Asimov's "introductions" to the two Vance stories appearing in
The Hugo Winners, vol. 2 could add some fuel to that speculation. In the first one Asimov talks about how his method when introducing these stories is not to talk about the story (which, as an award-winner, can be assumed to be good, and which is about to be read anyway) but instead about the authors, almost all of whom he knows or has corresponded with so the chances of the anthology including an author he doesn't know and hasn't corresponded with is very small. He then mentions as an aside that he doesn't know and has never corresponded with Jack Vance, but that's okay because he'll get another crack at him later in the book.
For the second story we get this:
Asimov in The Hugo Winners, vol. 2 wrote:Now I must deal with Jack again.
Knowing that I didn't know Jack Vance and that he would appear twice, I was in a terrible quandary. I had to find out something about him; something significant. It was no use determining that he lived in California; and that he was about my age and shape (which is very good in itself, of course). I wanted something more.
What to do? So I picked up my phone and called Robert Silverberg. It meant I would interrupt him at work since his schedule is something like mine but I would be doing him a favor because I understand he fights with his typewriter. (It keeps shrieking at him because it has sensitive keys and he has cold fingers.)
"Tell me about Jack Vance, Bob," I said.
So he did, and I listened and listened, and finally Bob said, "He's strangely uncommunicative in a way. That is, he loves to talk shop, but when I asked him whether he was influenced more by Kafka or by Dunsany, he changed the subject."
I was delighted, for right then I knew that Jack Vance was an all-right guy. I hate those writers who have been terribly influenced by Lord Kafka or Franz Dunsany - big show-offs. Personally, I was influenced by guys like Nat Schachner and Clifford Simak and John W. Campbell, Jr.
Back in the 1930s, you see, I was reading science fiction. A fellow with science fiction writing ambitions should read science fiction. I didn't waste my time reading Proust and Tolstoy and all them other highfalution Greeks.
And neither, I'll bet, did Jack Vance. Good boy, Jack! It's you and I against the world.
It's easy enough to surmise that Jack might not have been particularly thrilled by these twin "introductions," and might see reason decades later to describe ol' Isaac to an interviewer as a jackass or show-off.
As for the other one, I really have no idea, and no way of guessing. Ellison is of course a natural (seeing as how he
is both a jackass and a show-off). Heinlein could be another, since both his worldview and writing style seem pretty distant from Vance's (which, in the Heinleinian scheme of the universe must mean that Vance is objectively wrong on both counts and therefore deserving of scorn and contempt). I don't know enough about the reputed personalities of other SF luminaries to even be able to make guesses.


WHAT TO DO. Among the entries below, please show each line that carries the word "system".

LISTED ENTRIES.
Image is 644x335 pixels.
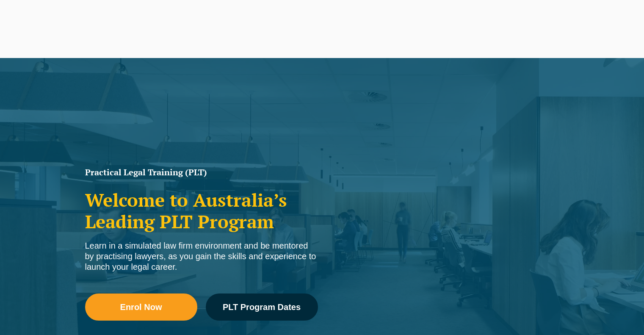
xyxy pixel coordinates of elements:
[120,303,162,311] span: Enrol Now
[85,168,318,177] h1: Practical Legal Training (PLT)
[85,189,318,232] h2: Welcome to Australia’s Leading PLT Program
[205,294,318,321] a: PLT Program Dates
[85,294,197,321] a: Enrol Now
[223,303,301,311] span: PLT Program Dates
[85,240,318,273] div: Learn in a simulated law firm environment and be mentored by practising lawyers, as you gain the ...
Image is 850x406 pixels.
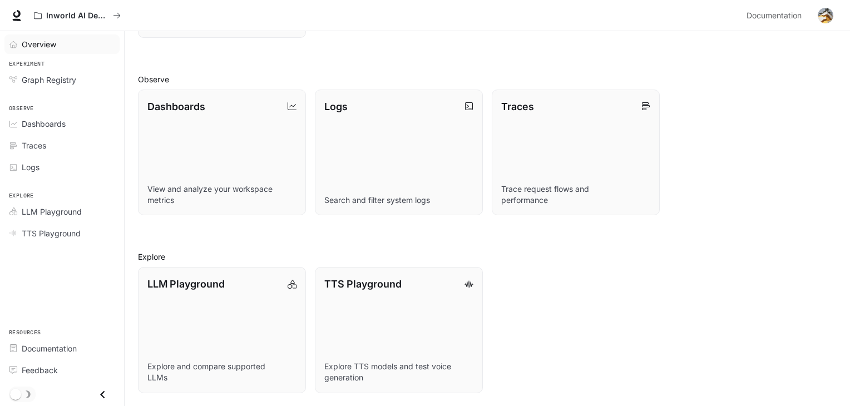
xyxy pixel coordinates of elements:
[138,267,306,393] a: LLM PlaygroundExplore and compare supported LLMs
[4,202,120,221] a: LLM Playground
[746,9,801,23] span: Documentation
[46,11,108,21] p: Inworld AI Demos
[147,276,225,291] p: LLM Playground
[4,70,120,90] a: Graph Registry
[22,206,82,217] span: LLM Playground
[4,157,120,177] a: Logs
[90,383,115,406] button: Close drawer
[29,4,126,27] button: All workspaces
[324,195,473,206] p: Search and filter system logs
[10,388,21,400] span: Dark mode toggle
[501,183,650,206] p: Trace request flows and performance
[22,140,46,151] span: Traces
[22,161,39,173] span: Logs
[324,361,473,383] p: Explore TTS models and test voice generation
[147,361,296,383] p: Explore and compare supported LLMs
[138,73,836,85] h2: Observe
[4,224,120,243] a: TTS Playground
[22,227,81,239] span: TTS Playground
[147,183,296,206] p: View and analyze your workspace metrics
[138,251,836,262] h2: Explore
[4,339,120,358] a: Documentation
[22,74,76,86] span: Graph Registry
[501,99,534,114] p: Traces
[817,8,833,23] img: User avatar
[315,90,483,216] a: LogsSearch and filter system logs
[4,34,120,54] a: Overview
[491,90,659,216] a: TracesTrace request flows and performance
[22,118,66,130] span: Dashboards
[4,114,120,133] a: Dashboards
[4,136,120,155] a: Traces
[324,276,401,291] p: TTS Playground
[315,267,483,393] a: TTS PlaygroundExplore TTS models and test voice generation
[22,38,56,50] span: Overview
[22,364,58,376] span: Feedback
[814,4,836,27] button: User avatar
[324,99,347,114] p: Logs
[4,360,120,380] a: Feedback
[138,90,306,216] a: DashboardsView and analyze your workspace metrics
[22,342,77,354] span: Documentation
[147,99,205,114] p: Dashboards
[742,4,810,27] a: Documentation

OUTPUT.
[324,195,473,206] p: Search and filter system logs
[315,90,483,216] a: LogsSearch and filter system logs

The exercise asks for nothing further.